The big questions I keep hearing at the moment are these…
Can you become a confident speaker if you’re not a “natural”?
Can you become a confident speaker if you’re shy?
Can you become a confident public speaker if you’re an introvert?
Yes and yes and YES.
Why do I believe this? The short answer – which a client explained to me recently after he’d aced his big presentation, was that he used to think public speaking was like learning to play 🎾 tennis – lots of practice with no promise of becoming Roger Federer or Serena Williams in this life.
His epiphany he said, after we’d worked on his speaking and he’d put the practice in, is he was starting to trust me when I told him that learning to speak well is more like driving lessons 🚙.
Why? Because I firmly believe – and he’s coming round to the idea that with the right amount of lessons and practice, pretty much anyone can become a good speaker. Will any of us reach Martin Luther King or Ayrton Senna heights? Probably not. Does it matter? Not a jot.
Good enough matters more than world class, because good enough allows you to land ideas, shift minds, change things. And being shy, introverted, scared doesn’t need to be a permanent barrier to feeling comfortable and even confident when you are asked to speak.
It’s my firm belief that when you create the right conditions and put in the right practice, that you can thrive and shine as a speaker. ⭐️
At a deeper level, the longer answer is that It’s all about entelechy. The word comes from the Greek entelechies “that which realises or makes actual what is otherwise merely potential”. It’s most simply explained by the idea that every acorn contains its potential oak 🌳 if the right conditions are in place. The same is true of you as a speaker. Within you is the potential to be a good, and a great speaker. When you trust that innate entelechy, you can focus on the question you’d focus on if you were planning to take an acorn and assist it in becoming the oak tree it can be. You’d think carefully about the conditions in which it will best flourish.
1: Think carefully about creating the conditions that will allow you to flourish as a speaker 🌸 perhaps you join toastmasters, hire a speaker coach or sign up for an acting or stand up comedy course. Or perhaps you create a supportive group at work who can help each other rehearse when the big pitch or presentation hoves into view.
2: Give yourself time to grow 🌱 and know it can’t be rushed. Seed the ideas you want to express and then give yourself growth time where you will put the practice in. As a rule of thumb you need to say something at least three times before you say it under pressure to an audience (when it’s new content). Reverse & engineering the rehearsal time you need is crucial whether rehearsal means recording yourself and watching it back, practising with a supportive friend, colleague or dog.
3: Let yourself grow first before you can prune. When I work with clients my rule is first to celebrate then to refine. Because trusting what you do well enables you to settle into yourself, it encourages you to blossom and flourish as a speaker in your own unique way on the planet. When you give feedback to yourself, or give feedback to others, or invite others to give feedback to you, first celebrate what’s working. Then refine the one big thing that will improve. Don’t hack away for the sake of it until there’s nothing left. Growth is eminently attainable in our nature where perfection is not.
Have fun on your journey to growth – it’s so much fun to see where your speaker flourishing can take you – the sky’s the limit when you create the right conditions.
See you in a couple of weeks as I’ll be taking a little break over the Easter holidays!!
I shared a short video about this earlier in the week which you can watch by clicking on the link below.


Nothing outside the range below should be printed. Output exactly the lines from the line with "Locate an element on the screen. This" to the line with "This screenshot has height=526, width=1087.", both included.

========================================================================

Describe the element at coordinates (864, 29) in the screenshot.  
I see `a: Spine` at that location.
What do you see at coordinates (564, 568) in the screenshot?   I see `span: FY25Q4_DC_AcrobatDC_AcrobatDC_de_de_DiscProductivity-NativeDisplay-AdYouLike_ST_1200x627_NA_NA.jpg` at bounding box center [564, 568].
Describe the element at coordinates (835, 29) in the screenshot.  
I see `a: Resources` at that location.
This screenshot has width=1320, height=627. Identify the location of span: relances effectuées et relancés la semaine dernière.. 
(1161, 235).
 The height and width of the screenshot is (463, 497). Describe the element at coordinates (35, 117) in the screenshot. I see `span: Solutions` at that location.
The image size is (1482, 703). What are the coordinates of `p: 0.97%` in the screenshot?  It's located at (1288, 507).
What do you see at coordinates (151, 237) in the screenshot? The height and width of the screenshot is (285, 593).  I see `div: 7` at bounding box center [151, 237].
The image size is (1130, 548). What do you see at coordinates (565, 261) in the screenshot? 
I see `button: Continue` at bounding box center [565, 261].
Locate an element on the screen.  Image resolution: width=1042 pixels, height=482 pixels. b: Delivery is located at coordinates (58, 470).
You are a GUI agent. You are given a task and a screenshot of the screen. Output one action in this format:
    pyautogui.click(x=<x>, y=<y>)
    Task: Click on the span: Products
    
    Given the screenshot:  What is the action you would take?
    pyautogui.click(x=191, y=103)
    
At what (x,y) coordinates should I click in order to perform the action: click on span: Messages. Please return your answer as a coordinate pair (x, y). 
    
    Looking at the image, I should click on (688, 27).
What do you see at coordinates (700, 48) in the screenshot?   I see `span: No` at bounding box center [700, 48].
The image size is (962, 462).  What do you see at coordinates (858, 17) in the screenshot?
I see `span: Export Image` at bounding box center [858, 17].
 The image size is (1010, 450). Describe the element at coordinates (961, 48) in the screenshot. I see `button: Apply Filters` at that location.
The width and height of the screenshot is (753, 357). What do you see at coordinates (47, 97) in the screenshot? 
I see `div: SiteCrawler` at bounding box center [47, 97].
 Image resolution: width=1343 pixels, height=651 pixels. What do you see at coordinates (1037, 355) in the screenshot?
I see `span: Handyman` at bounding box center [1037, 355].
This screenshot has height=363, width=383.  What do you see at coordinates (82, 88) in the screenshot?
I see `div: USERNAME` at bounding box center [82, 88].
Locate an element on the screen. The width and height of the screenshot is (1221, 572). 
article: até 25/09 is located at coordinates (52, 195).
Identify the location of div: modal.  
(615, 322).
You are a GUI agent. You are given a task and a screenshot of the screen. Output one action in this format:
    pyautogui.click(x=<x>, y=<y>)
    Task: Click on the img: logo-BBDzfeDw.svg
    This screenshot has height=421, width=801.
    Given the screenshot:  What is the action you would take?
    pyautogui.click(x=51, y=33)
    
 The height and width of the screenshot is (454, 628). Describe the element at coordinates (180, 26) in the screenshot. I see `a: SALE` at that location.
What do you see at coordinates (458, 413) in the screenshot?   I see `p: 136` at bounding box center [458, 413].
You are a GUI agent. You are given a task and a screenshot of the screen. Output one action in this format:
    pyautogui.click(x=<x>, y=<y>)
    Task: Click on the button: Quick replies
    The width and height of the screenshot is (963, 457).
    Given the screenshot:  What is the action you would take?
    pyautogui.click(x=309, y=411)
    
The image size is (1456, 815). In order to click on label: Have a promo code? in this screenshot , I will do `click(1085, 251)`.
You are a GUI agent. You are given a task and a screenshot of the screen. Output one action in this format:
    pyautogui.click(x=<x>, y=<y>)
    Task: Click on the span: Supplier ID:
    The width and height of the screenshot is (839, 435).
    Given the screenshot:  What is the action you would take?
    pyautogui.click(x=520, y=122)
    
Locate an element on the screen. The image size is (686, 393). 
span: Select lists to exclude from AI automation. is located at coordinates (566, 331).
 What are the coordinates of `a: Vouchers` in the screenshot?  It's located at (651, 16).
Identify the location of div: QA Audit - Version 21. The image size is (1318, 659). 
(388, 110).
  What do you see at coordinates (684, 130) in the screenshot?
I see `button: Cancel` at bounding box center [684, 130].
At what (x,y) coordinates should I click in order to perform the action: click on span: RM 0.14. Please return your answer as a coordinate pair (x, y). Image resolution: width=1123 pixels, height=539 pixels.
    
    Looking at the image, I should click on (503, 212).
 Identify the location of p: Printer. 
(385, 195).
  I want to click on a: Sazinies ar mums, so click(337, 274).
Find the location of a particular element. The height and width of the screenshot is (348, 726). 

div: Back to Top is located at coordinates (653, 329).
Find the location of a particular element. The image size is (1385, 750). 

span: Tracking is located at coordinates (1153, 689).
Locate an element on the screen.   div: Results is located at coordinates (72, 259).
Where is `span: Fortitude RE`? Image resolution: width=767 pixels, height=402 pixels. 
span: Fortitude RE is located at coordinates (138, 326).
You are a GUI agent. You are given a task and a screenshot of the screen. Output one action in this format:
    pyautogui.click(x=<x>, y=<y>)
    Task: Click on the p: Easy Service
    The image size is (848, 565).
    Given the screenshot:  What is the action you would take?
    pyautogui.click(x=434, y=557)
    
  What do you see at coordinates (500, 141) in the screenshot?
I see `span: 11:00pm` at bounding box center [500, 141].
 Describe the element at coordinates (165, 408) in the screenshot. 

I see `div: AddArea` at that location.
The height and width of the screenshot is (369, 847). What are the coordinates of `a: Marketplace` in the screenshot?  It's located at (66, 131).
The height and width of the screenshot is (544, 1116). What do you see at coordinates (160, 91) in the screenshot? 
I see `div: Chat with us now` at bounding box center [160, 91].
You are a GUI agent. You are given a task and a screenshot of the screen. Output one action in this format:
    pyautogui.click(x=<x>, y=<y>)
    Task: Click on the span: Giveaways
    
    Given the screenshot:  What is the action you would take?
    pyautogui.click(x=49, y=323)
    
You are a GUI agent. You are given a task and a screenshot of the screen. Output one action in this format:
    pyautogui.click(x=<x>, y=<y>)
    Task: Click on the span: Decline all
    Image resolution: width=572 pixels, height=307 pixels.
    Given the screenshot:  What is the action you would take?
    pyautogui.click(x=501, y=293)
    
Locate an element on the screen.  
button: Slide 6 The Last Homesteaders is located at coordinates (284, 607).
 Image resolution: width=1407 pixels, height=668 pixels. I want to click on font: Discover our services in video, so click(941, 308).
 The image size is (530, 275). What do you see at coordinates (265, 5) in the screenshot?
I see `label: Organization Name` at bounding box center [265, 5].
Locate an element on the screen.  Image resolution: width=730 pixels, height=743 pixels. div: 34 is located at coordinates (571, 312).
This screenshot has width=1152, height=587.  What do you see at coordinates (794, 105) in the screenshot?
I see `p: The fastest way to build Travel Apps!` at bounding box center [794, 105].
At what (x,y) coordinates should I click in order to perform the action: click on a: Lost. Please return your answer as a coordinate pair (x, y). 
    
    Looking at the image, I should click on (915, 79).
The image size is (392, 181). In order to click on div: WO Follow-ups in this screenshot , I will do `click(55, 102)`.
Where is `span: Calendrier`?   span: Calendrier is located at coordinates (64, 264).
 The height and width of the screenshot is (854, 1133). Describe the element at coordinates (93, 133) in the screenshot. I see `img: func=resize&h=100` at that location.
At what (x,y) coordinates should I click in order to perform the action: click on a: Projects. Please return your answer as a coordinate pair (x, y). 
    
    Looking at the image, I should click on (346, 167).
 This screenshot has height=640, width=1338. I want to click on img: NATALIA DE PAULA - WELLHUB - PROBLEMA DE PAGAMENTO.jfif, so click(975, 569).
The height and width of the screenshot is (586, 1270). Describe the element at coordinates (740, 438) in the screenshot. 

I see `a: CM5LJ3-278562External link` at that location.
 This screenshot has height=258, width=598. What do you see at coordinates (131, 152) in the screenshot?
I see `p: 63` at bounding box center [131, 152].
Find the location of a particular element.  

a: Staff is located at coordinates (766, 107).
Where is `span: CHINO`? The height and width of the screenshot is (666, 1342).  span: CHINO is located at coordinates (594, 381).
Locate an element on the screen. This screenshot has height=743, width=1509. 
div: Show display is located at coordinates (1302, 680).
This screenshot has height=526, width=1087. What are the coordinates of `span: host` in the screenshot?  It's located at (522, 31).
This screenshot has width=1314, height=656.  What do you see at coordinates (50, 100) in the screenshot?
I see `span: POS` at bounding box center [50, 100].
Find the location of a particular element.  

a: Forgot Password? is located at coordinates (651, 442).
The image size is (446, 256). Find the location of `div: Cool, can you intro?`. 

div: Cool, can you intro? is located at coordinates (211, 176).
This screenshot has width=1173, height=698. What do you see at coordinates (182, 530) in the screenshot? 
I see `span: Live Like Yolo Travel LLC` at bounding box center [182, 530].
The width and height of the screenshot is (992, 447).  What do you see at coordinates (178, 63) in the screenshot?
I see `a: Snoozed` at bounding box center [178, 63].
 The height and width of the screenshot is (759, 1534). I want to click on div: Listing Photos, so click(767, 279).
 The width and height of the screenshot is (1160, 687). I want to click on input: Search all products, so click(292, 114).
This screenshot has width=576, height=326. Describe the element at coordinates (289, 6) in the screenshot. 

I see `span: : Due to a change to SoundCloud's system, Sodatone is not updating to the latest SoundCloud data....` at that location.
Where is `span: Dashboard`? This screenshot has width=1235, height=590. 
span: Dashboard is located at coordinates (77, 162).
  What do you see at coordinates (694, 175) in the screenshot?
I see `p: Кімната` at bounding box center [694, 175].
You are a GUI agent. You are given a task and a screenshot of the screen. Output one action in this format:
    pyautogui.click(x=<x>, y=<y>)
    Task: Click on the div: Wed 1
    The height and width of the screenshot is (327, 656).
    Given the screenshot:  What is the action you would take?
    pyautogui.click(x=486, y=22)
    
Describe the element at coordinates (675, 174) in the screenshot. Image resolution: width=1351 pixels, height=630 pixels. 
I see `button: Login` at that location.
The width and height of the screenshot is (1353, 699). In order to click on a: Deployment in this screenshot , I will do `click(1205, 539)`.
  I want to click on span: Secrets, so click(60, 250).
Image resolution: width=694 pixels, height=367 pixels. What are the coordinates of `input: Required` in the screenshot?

========================================================================

- **SOLUTION**:
Locate an element on the screen. This screenshot has height=743, width=1509. 
div: Show display is located at coordinates (1302, 680).
This screenshot has height=526, width=1087. What are the coordinates of `span: host` in the screenshot?  It's located at (522, 31).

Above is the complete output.